BY Ian Dunn | December 24 | 1 COMMENT print
Fresh anti-Catholic e-mail claims may further damage the SFA
A second anti-Catholic e-mail scandal may this week rock the Scottish Football Association.
The SFA drew stern criticism from the Church earlier this month after earlier allegations that a number of offensive e-mail about the Pope had been sent on from its offices. Five members of staff were fired, including the head of referee development Hugh Dallas (far right).
The five are now set to appeal their dismissal, and a Scottish Sunday newspaper has reported that the basis of their appeal is evidence of further anti-Catholic e-mails being spent by many members of the organisation. They say that a video depicting a young boy protecting himself with a ‘priest repellent spray was circulated by senior staff.
A spokesman for the Catholic Church said it was vital that the SFA was consistent in its treatment of bigotry.
“It’s important that an employer who has an acceptable use policy applies it consistently,” he said. You can’t have one rule for one group and a different rule for others.”
Peter Kearney (above main), director of the Scottish Catholic Media Office, was widely lauded for penning a newspaper article this month in response to the furore following the first allegations of e-mails within the Scottish Football Association mocking Pope Benedict XVI on the day of the Papal visit in September.
Mr Kearney said the reaction to his request for an SFA investigation had revealed the ‘deep and wide layer of anti-Catholicism’ that exists in Scotland.
Composer James MacMillan and Michael McGrath, the head of the Scottish Catholic Education Service, were among those who have followed Mr Kearney’s lead in expressing their disgust at the anti-Catholicism in Scotland today, as did a senior member of the Church of Scotland.
Last week, when speaking at the annual Carol Service for Christians in Government at Westminster Cathedral, London, Cardinal Keith O’Brien said: “In Scotland Catholics have raised their voices against sectarianism and intolerance directed against the Church. Clearly, these actions show that freedom of religious expression, a basic human right, is not upheld in our midst as widely and as completely as it should be.”
Religious tolerance is an intrinsic part of freedom and democracy. Can those who hate the Catholic Church in the UK honestly say that there is nothing to be ashamed of in their own past or in the way in which their religious group started off?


> [Task]: Please quote only the lines that start at the one with "Identify the location of div: 62.13" and go on to the last line of the data, both ends kept.

> [Input for this task]:
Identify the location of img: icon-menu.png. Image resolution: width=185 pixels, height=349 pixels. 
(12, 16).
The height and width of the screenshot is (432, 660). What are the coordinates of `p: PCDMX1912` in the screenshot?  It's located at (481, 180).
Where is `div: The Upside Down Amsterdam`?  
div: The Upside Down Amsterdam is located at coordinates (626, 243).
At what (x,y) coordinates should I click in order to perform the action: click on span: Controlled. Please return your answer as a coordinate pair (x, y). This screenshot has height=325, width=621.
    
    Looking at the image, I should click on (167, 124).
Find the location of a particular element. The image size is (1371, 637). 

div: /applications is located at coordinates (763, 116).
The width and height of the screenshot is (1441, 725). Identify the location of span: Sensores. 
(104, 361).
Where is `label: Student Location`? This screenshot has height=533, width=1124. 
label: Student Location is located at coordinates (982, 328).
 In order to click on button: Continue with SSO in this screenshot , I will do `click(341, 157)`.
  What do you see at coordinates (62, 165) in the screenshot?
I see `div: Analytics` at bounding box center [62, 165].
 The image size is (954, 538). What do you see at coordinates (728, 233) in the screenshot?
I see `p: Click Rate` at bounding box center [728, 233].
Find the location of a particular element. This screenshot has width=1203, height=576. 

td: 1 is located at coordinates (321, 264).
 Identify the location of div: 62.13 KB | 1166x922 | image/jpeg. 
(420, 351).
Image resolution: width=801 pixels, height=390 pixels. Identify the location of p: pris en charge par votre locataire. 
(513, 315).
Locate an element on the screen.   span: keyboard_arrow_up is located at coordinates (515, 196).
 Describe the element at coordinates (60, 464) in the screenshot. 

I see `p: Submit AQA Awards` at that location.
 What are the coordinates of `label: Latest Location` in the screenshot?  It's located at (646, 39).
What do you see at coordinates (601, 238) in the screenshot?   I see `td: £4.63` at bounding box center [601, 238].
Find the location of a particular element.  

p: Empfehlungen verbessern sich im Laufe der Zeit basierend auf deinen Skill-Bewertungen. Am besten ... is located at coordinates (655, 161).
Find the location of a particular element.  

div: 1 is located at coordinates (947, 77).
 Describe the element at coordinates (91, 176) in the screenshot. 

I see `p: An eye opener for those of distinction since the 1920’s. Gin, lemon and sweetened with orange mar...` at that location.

> [Answer section]:
 Identify the location of div: 62.13 KB | 1166x922 | image/jpeg. 
(420, 351).
Image resolution: width=801 pixels, height=390 pixels. Identify the location of p: pris en charge par votre locataire. 
(513, 315).
Locate an element on the screen.   span: keyboard_arrow_up is located at coordinates (515, 196).
 Describe the element at coordinates (60, 464) in the screenshot. 

I see `p: Submit AQA Awards` at that location.
 What are the coordinates of `label: Latest Location` in the screenshot?  It's located at (646, 39).
What do you see at coordinates (601, 238) in the screenshot?   I see `td: £4.63` at bounding box center [601, 238].
Find the location of a particular element.  

p: Empfehlungen verbessern sich im Laufe der Zeit basierend auf deinen Skill-Bewertungen. Am besten ... is located at coordinates (655, 161).
Find the location of a particular element.  

div: 1 is located at coordinates (947, 77).
 Describe the element at coordinates (91, 176) in the screenshot. 

I see `p: An eye opener for those of distinction since the 1920’s. Gin, lemon and sweetened with orange mar...` at that location.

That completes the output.